The utter stupidity of a moat
Why it is inevitable that we open the borders of Connecticut's cities and towns
The school board in Darien, Conn., which has a median household income of $232,523 and is 91% white, recently said no, in a 5-4 vote, to the state’s Open Choice program, which, according to the link, is an
interdistrict public school program intended to improve academic achievement; reduce racial, ethnic and economic isolation; and provide a choice of educational programs for public school students.
The program would have brought as many as 16 kindergarten students from Norwalk, Conn., which has a median household income of $85,768 and is 72.4% white.
What those five members of the board sought to do was dig the moat around their pleasant little town a little deeper.
You can certainly understand why. Digging the moat a little deeper has worked fabulously in the past, most particularly here in Connecticut, where we try to keep our racism genteel.
How well has that worked? The state of Connecticut is among the most segregated in the union. We have some of the deepest poverty one ZIP code away from some of the country’s most fabulous wealth. Our Gini coefficient — a measure of economic inequality — is the second-highest in the country. Health outcomes in the state can be predicted by ZIP code. Exclusionary zoning has dug its claws into the land and isn’t letting go, despite the state Supreme Court’s efforts.
Not for nothing does the state compete for the title of Mississippi of the North.
The dirty little secret — the thing no one seems to talk about — is that this exclusionary vision hurts white kids. Those white kids in Darien are growing up in a bubble that renders them ill-suited for what’s to come. For more on this, let’s go to “The Sum of Us: What Racism Costs Everyone and How We Can Prosper Together” author, Heather C. McGhee in this TED talk.
(If you want to listen to the conversation she references in that talk, with Gary from North Carolina, go here.)
(If you haven’t read her book, I highly recommend it.)
As state Sen. Bob Duff, D-Norwalk, told The Darien Times:
I firmly believe Norwalk kids will be fine in the end. It's Darien kids that I worry about. Norwalk’s already a diverse community. Darien is not.
The board of education needs to reconsider Open Choices, and buck against some firmly embraced racism that has been codified into law. Here’s just one example of that, from Darien’s Republicans, in an attempt to dismiss attempts to change the town’s zoning laws. Note the first bullet point and then read the second one out loud.
Yeah? I call bullshit. Moats don’t work, and voting to keep 16 5-year olds out of your schools tells me all I need to know about your agenda. We in the can’t-we-just-get-along pew are told that calling someone a racist is the quickest way to shut down a conversation, so I am left with one question: How do they keep their sheets so white?
Ah, a well-defended and internally reinforced racism in which meritocratic "economics" is considered a sanctifying euphemism for "race."
Thank you so much for saying that a diverse education is a better, fuller, education, and that moating children from wealthier families in the name of a false "excellence" cripples them. US White people so generally assume without thinking that we are the donors or potential donors, the gracious (or ungracious) possessors of The Superior, amid a rabble of needy peasants. And it's such rubbish, with such terrible effects all round.
This is a soul sickness in our neighbors of Darien.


— ABOUT THIS EXERCISE —
Below are the entries; return every line among them that holds the word "Root".

####################

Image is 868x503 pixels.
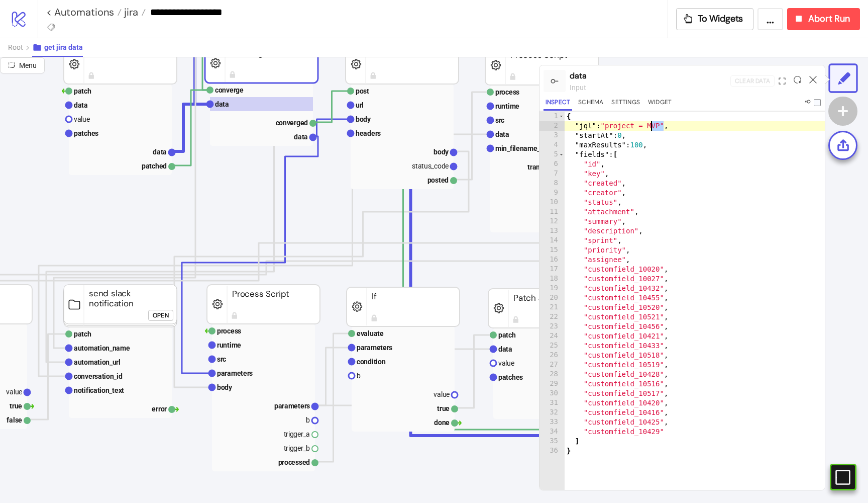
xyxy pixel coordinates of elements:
[498,359,514,367] text: value
[217,383,232,391] text: body
[356,357,386,365] text: condition
[498,373,523,381] text: patches
[356,343,392,352] text: parameters
[758,8,783,30] button: ...
[559,112,564,121] span: Toggle code folding, rows 1 through 36
[539,179,564,188] div: 8
[148,310,173,321] button: Open
[73,129,98,138] text: patches
[539,379,564,388] div: 29
[274,402,310,410] text: parameters
[576,97,606,110] button: Schema
[356,129,381,138] text: headers
[539,198,564,207] div: 10
[570,82,731,93] div: input
[539,350,564,360] div: 26
[539,160,564,169] div: 6
[808,13,850,24] span: Abort Run
[495,102,520,110] text: runtime
[44,43,83,51] span: get jira data
[676,8,754,30] button: To Widgets
[539,236,564,246] div: 14
[217,327,241,335] text: process
[528,163,588,171] text: transformed_issues
[153,309,169,321] div: Open
[121,7,146,17] a: jira
[215,100,229,108] text: data
[73,101,88,109] text: data
[539,140,564,150] div: 4
[412,162,448,170] text: status_code
[495,88,520,96] text: process
[539,340,564,350] div: 25
[539,369,564,379] div: 28
[539,188,564,198] div: 9
[539,407,564,417] div: 32
[539,169,564,179] div: 7
[539,312,564,321] div: 22
[539,131,564,140] div: 3
[121,6,138,18] span: jira
[544,97,573,110] button: Inspect
[539,398,564,407] div: 31
[539,446,564,455] div: 36
[539,417,564,427] div: 33
[570,69,731,82] div: data
[356,115,371,123] text: body
[356,371,361,379] text: b
[73,372,123,380] text: conversation_id
[73,386,124,394] text: notification_text
[8,43,23,51] span: Root
[73,87,91,95] text: patch
[609,97,642,110] button: Settings
[306,415,310,424] text: b
[356,329,384,338] text: evaluate
[498,345,512,353] text: data
[539,112,564,121] div: 1
[434,148,449,156] text: body
[153,148,167,156] text: data
[539,207,564,217] div: 11
[539,226,564,236] div: 13
[539,293,564,303] div: 20
[46,7,121,17] a: < Automations
[6,388,22,396] text: value
[539,436,564,446] div: 35
[539,274,564,284] div: 18
[294,132,308,140] text: data
[217,369,253,377] text: parameters
[356,101,364,109] text: url
[539,150,564,160] div: 5
[697,13,744,24] span: To Widgets
[498,331,516,339] text: patch
[73,358,121,366] text: automation_url
[434,390,450,398] text: value
[73,329,91,338] text: patch
[215,86,244,94] text: converge
[217,355,226,363] text: src
[539,427,564,436] div: 34
[495,130,509,138] text: data
[8,38,32,57] button: Root
[539,331,564,340] div: 24
[8,61,15,68] span: radius-bottomright
[32,38,83,57] button: get jira data
[539,360,564,369] div: 27
[559,150,564,160] span: Toggle code folding, rows 5 through 35
[539,255,564,265] div: 16
[356,87,369,95] text: post
[539,217,564,226] div: 12
[539,284,564,293] div: 19
[19,61,37,69] span: Menu
[539,121,564,131] div: 2
[495,144,550,152] text: min_filename_len
[539,265,564,274] div: 17
[646,97,674,110] button: Widget
[495,116,504,124] text: src
[73,344,130,352] text: automation_name
[779,77,786,85] span: expand
[539,321,564,331] div: 23
[217,340,241,349] text: runtime
[787,8,860,30] button: Abort Run
[539,246,564,255] div: 15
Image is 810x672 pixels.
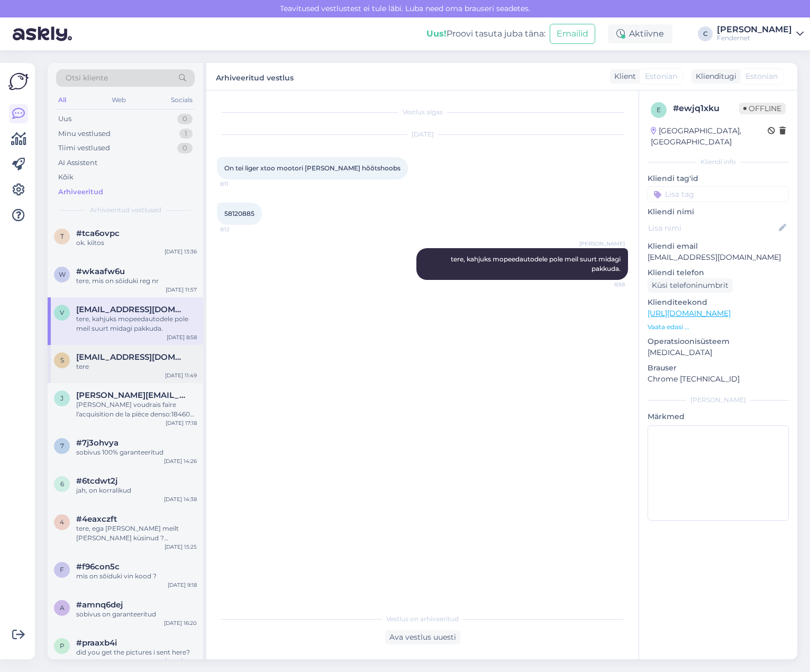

####################

— TASK RESULT —
[8,43,23,51] span: Root
[8,38,32,57] button: Root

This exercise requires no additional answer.